Six Senses London is open.
I say that with a particular kind of feeling. This has been a long time coming — years of planning, a pandemic in the middle, the complexity of a £1.5 billion development anchored by the restored Whiteley building in Bayswater, and the considerable difficulty of building something genuinely considered within the constraints of a major urban redevelopment. When it finally happened, it felt quietly momentous.
The hotel is 109 rooms, set within the broader Whiteley complex alongside apartments, restaurants and retail. The building itself is worth paying attention to: a grand Edwardian department store whose original facade and sweeping central staircase have been preserved, while everything inside has been rebuilt. The architects have done something difficult well — honouring the heritage without being imprisoned by it. The spaces feel calm, layered and confident in a way that a lot of luxury hotels, with their relentless emphasis on impact, do not.
The spa is one of the largest Six Senses has created in an urban environment: 2,300 square metres, with a swimming pool, movement and yoga studios, thermal and hydrotherapy facilities, and full recovery and biohacking infrastructure.

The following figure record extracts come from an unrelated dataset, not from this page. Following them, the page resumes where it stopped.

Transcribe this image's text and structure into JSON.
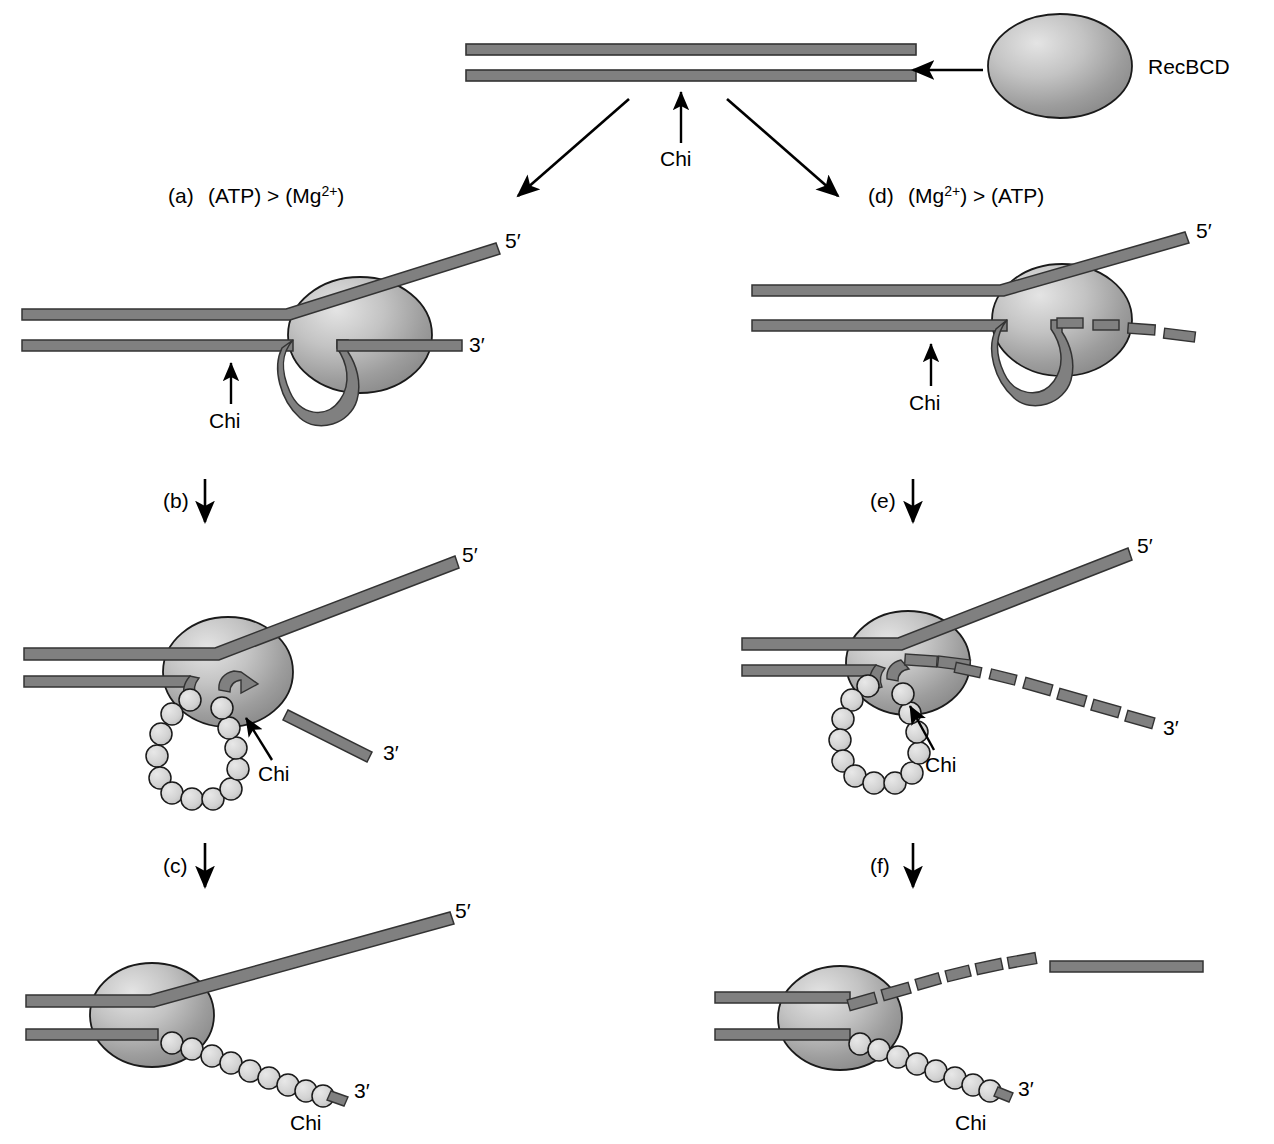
{
  "figure": {
    "title_text": "RecBCD",
    "colors": {
      "dna_fill": "#808080",
      "dna_stroke": "#333333",
      "protein_fill_light": "#d9d9d9",
      "protein_fill_dark": "#8a8a8a",
      "protein_stroke": "#1a1a1a",
      "ssb_bead_fill": "#d4d4d4",
      "ssb_bead_stroke": "#1a1a1a",
      "arrow_color": "#000000",
      "background": "#ffffff"
    }
  },
  "top": {
    "enzyme_label": "RecBCD",
    "chi_label": "Chi"
  },
  "panels": [
    {
      "id": "a",
      "label": "(a)",
      "condition": "(ATP) > (Mg",
      "condition_sup": "2+",
      "condition_tail": ")",
      "full_label": "(a) (ATP) > (Mg2+)",
      "chi_label": "Chi",
      "five_prime": "5′",
      "three_prime": "3′"
    },
    {
      "id": "b",
      "label": "(b)",
      "chi_label": "Chi",
      "five_prime": "5′",
      "three_prime": "3′"
    },
    {
      "id": "c",
      "label": "(c)",
      "chi_label": "Chi",
      "five_prime": "5′",
      "three_prime": "3′"
    },
    {
      "id": "d",
      "label": "(d)",
      "condition": "(Mg",
      "condition_sup": "2+",
      "condition_tail": ") > (ATP)",
      "full_label": "(d) (Mg2+) > (ATP)",
      "chi_label": "Chi",
      "five_prime": "5′"
    },
    {
      "id": "e",
      "label": "(e)",
      "chi_label": "Chi",
      "five_prime": "5′",
      "three_prime": "3′"
    },
    {
      "id": "f",
      "label": "(f)",
      "chi_label": "Chi",
      "three_prime": "3′"
    }
  ],
  "labels": {
    "panel_a_prefix": "(a)",
    "panel_a_atp": "(ATP) > (Mg",
    "panel_a_sup": "2+",
    "panel_a_close": ")",
    "panel_d_prefix": "(d)",
    "panel_d_mg": "(Mg",
    "panel_d_sup": "2+",
    "panel_d_close": ") > (ATP)",
    "panel_b": "(b)",
    "panel_c": "(c)",
    "panel_e": "(e)",
    "panel_f": "(f)",
    "chi": "Chi",
    "five_prime": "5′",
    "three_prime": "3′",
    "recbcd": "RecBCD"
  }
}
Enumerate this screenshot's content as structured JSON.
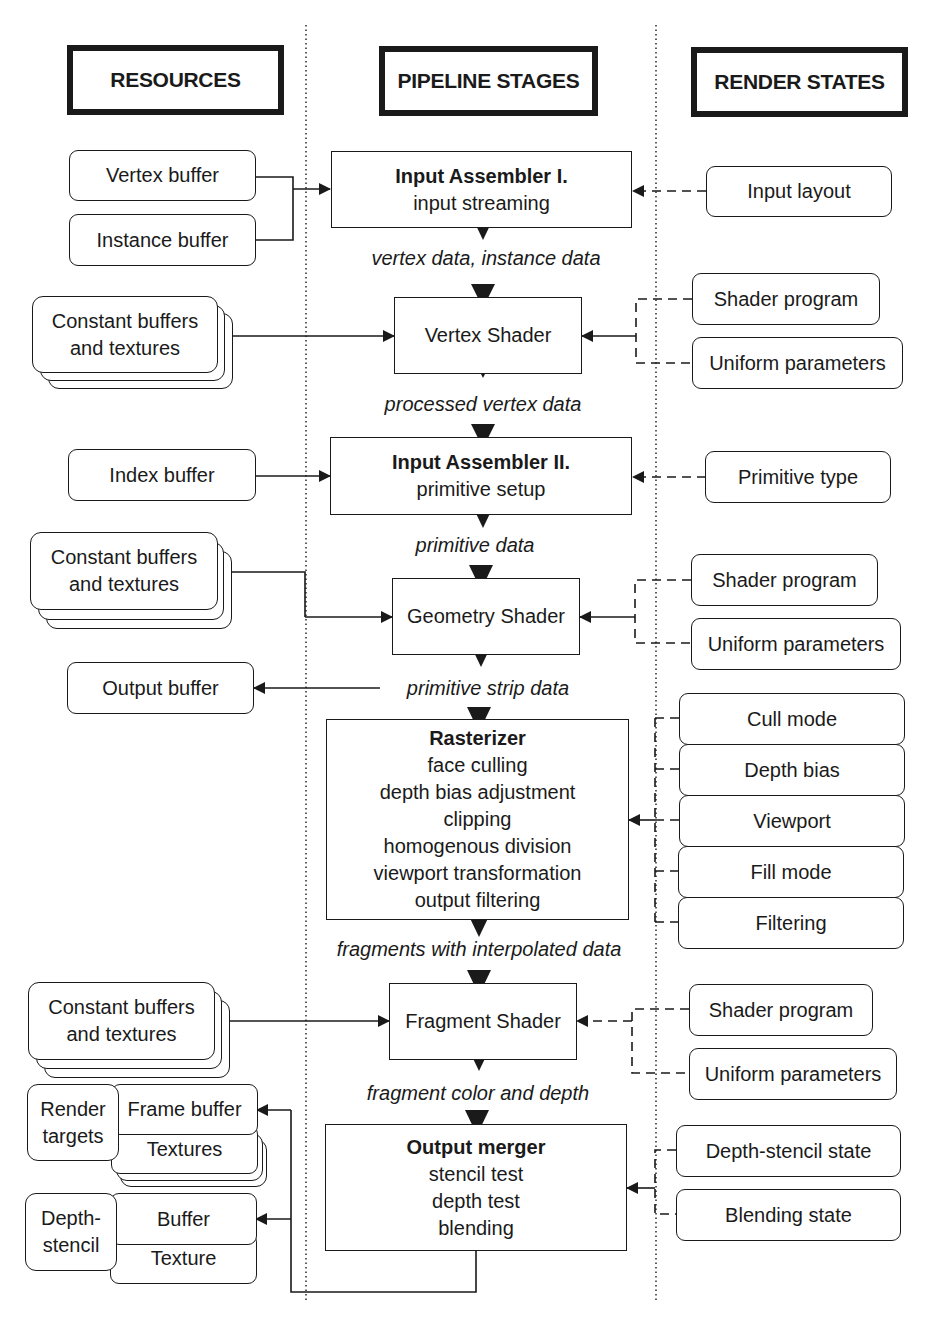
{
  "header_cutoff_text": "",
  "columns": {
    "resources": "RESOURCES",
    "pipeline": "PIPELINE STAGES",
    "states": "RENDER STATES"
  },
  "stages": [
    {
      "title": "Input Assembler I.",
      "lines": [
        "input streaming"
      ]
    },
    {
      "title": "",
      "lines": [
        "Vertex Shader"
      ]
    },
    {
      "title": "Input Assembler II.",
      "lines": [
        "primitive setup"
      ]
    },
    {
      "title": "",
      "lines": [
        "Geometry Shader"
      ]
    },
    {
      "title": "Rasterizer",
      "lines": [
        "face culling",
        "depth bias adjustment",
        "clipping",
        "homogenous division",
        "viewport transformation",
        "output filtering"
      ]
    },
    {
      "title": "",
      "lines": [
        "Fragment Shader"
      ]
    },
    {
      "title": "Output merger",
      "lines": [
        "stencil test",
        "depth test",
        "blending"
      ]
    }
  ],
  "flows": [
    "vertex data, instance data",
    "processed vertex data",
    "primitive data",
    "primitive strip data",
    "fragments with interpolated data",
    "fragment color and depth"
  ],
  "resources": {
    "vertex_buffer": "Vertex buffer",
    "instance_buffer": "Instance buffer",
    "const_vs": [
      "Constant buffers",
      "and textures"
    ],
    "index_buffer": "Index buffer",
    "const_gs": [
      "Constant buffers",
      "and textures"
    ],
    "output_buffer": "Output buffer",
    "const_fs": [
      "Constant buffers",
      "and textures"
    ],
    "render_targets": [
      "Render",
      "targets"
    ],
    "frame_buffer": "Frame buffer",
    "textures": "Textures",
    "depth_stencil": [
      "Depth-",
      "stencil"
    ],
    "ds_buffer": "Buffer",
    "ds_texture": "Texture"
  },
  "states": {
    "input_layout": "Input layout",
    "vs_shader_program": "Shader program",
    "vs_uniform_parameters": "Uniform parameters",
    "primitive_type": "Primitive type",
    "gs_shader_program": "Shader program",
    "gs_uniform_parameters": "Uniform parameters",
    "cull_mode": "Cull mode",
    "depth_bias": "Depth bias",
    "viewport": "Viewport",
    "fill_mode": "Fill mode",
    "filtering": "Filtering",
    "fs_shader_program": "Shader program",
    "fs_uniform_parameters": "Uniform parameters",
    "depth_stencil_state": "Depth-stencil state",
    "blending_state": "Blending state"
  },
  "colors": {
    "ink": "#1a1a1a",
    "background": "#ffffff"
  }
}
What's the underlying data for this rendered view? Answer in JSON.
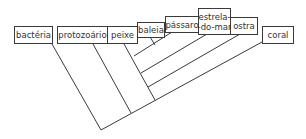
{
  "diagram": {
    "type": "cladogram",
    "line_color": "#3a3a3a",
    "taxa": [
      {
        "id": "bacteria",
        "label": "bactéria"
      },
      {
        "id": "protozoario",
        "label": "protozoário"
      },
      {
        "id": "peixe",
        "label": "peixe"
      },
      {
        "id": "baleia",
        "label": "baleia"
      },
      {
        "id": "passaro",
        "label": "pássaro"
      },
      {
        "id": "estrela",
        "label": "estrela-\n-do-mar"
      },
      {
        "id": "ostra",
        "label": "ostra"
      },
      {
        "id": "coral",
        "label": "coral"
      }
    ]
  }
}
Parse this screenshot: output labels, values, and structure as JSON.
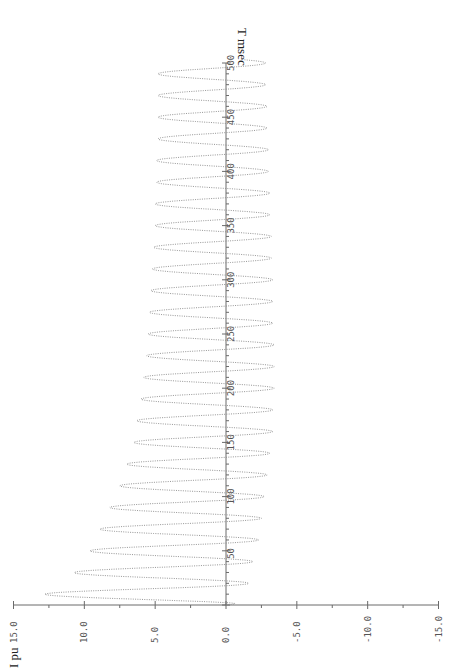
{
  "chart_data": {
    "type": "line",
    "orientation": "rotated-90 (time axis vertical upward, current axis horizontal with positive to the left)",
    "title": "",
    "xlabel": "T msec",
    "ylabel": "I pu",
    "xlim": [
      0,
      500
    ],
    "ylim": [
      -15,
      15
    ],
    "x_ticks": [
      50,
      100,
      150,
      200,
      250,
      300,
      350,
      400,
      450,
      500
    ],
    "x_tick_labels": [
      "50",
      "100",
      "150",
      "200",
      "250",
      "300",
      "350",
      "400",
      "450",
      "500"
    ],
    "y_ticks": [
      15,
      10,
      5,
      0,
      -5,
      -10,
      -15
    ],
    "y_tick_labels": [
      "15.0",
      "10.0",
      "5.0",
      "0.0",
      "-5.0",
      "-10.0",
      "-15.0"
    ],
    "grid": false,
    "legend": null,
    "line_style": "dotted",
    "frequency_hz": 50,
    "series": [
      {
        "name": "I",
        "positive_peaks": {
          "t": [
            10,
            30,
            50,
            70,
            90,
            110,
            130,
            150,
            170,
            190,
            210,
            230,
            250,
            270,
            290,
            310,
            330,
            350,
            370,
            390,
            410,
            430,
            450,
            470,
            490
          ],
          "i": [
            12.8,
            10.7,
            9.6,
            8.9,
            8.2,
            7.5,
            7.0,
            6.5,
            6.3,
            6.0,
            5.8,
            5.6,
            5.5,
            5.4,
            5.3,
            5.2,
            5.1,
            5.0,
            5.0,
            4.9,
            4.9,
            4.8,
            4.8,
            4.8,
            4.8
          ]
        },
        "negative_peaks": {
          "t": [
            20,
            40,
            60,
            80,
            100,
            120,
            140,
            160,
            180,
            200,
            220,
            240,
            260,
            280,
            300,
            320,
            340,
            360,
            380,
            400,
            420,
            440,
            460,
            480,
            500
          ],
          "i": [
            -1.6,
            -1.9,
            -2.3,
            -2.5,
            -2.7,
            -2.9,
            -3.1,
            -3.3,
            -3.3,
            -3.4,
            -3.4,
            -3.4,
            -3.3,
            -3.3,
            -3.3,
            -3.2,
            -3.2,
            -3.1,
            -3.1,
            -3.0,
            -3.0,
            -2.9,
            -2.9,
            -2.8,
            -2.8
          ]
        }
      }
    ],
    "model": {
      "ac_amplitude": 3.9,
      "dc_initial": 10.0,
      "dc_final": 0.9,
      "tau_ms": 90
    }
  },
  "labels": {
    "time_axis_title": "T msec",
    "current_axis_title": "I pu"
  }
}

But what I want to write about is Six Senses Place — the first members' club Six Senses has launched, and the project I was most involved in shaping.
Six Senses Place is something I thought about for a long time. The question it tries to answer is: what does a genuinely integrated wellness environment look like, when you have no compromises to make? What we arrived at is a space that holds both ends of the spectrum without choosing between them. There is VO2 max testing, continuous glucose monitoring, advanced diagnostics, and a longevity programme built on serious science. There are also rituals, intention-setting, elixirs made with reverence, and practitioners who understand that the body stores not just data but stories. The question we ask at Six Senses Place is not only what is your blood sugar — it is what are you carrying, and what do you need to release.
This is not softness dressed up in scientific language. It is the recognition that the two dimensions are not in competition. The most technically rigorous longevity protocol in the world fails if the person receiving it does not want to come back. Felt experience and biological outcome are not separate things. They never were. Six Senses Place is my attempt to build an environment that understands this — and lets people experience it directly.
The location is worth noting. Not Mayfair. Not Knightsbridge. Bayswater — a neighbourhood long overlooked by London's hotel market, and now quietly transforming. The choice is deliberate, and confident.
When Six Senses began moving seriously into urban markets, the question was whether a brand built on remote, immersive wellness destinations could translate to a city environment — whether a brand defined by escape could create something meaningful in the middle of one of the world's most demanding cities. The answer, in London, appears to be yes. But the how is what matters.
Six Senses London does not try to recreate the resort experience in an urban setting. It does something more interesting: it takes the philosophy — that wellness is a way of living, not a destination to visit — and builds infrastructure for it in the place where people actually spend most of their lives. Six Senses Place is the most explicit expression of that. It is an acknowledgement that the people most committed to how they live don't want to wait for their annual retreat to practise it.
This is where the urban longevity market is heading. Not spas in hotels, but genuine infrastructure for the practices that determine healthspan, embedded in the daily fabric of city life. The question is no longer how do we give guests a beautiful stay. It is how do we give people the infrastructure to live differently.
I have had a long relationship with Six Senses — thirteen years of the work that helped build the brand into what it became. I will not pretend to be entirely objective about this opening.
But I can say this: it is a serious building for a serious purpose, in a city that has long deserved one. London has a great many hotels. It now has this one.